It is a solid point though that Django is not exactly a proactive or interesting lead character for most of the film.

He has no arc until the end of the film when he is recaptured and the film basically goes through a microcosm of itself in order to finally get the point across without Waltz's predominance getting in the way of Django developing as a character.

Christoph Waltz won Best Supporting Actor in a backdoor Lead Actor role. He didn't steal the show (i.e. as he did in Basterds) but rather WAS the show for the majority this film's runtime and story.

It's not surprising that Smith wouldn't be interested in the role and he wasn't the only one who passed.
 
i'm aware that sarcasm isnt easy for me, cause i'm not native english but for me it doesnt sound like he joked at all... if he really meant that, its a really *****ey thing to say...

on the other hand, its always better to say that he himself didnt want it than "the director didnt want me" :)
 
Any excuse. You could tell he was being sarcastic.


I don't know about him being sarcastic, but I do agree about him just giving any excuse. That was a lame excuse, seeing as how Django was indeed the main character of the movie.
 
on the other hand, its always better to say that he himself didnt want it than "the director didnt want me" :)
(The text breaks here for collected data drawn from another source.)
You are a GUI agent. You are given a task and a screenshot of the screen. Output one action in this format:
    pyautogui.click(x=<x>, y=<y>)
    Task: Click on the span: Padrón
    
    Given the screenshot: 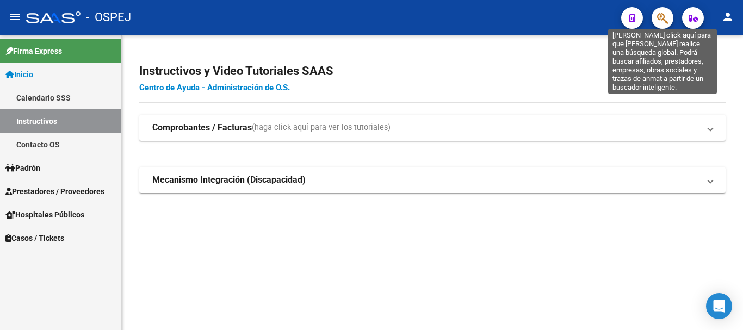 What is the action you would take?
    pyautogui.click(x=23, y=168)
The director did want him, though...
 
I don't know about him being sarcastic, but I do agree about him just giving any excuse. That was a lame excuse, seeing as how Django was indeed the main character of the last ten minutes of the movie.

Fixed.
 
He was the lead but was underserved and undeveloped for the majority of the runtime mostly due to having to compete with the almost-lead Dr. Schulz.

Waltz's role was a "supporting" character to about the same extent that Rooster Cogburn or Atticus Finch could be described as "supporting" which is to say it wasn't.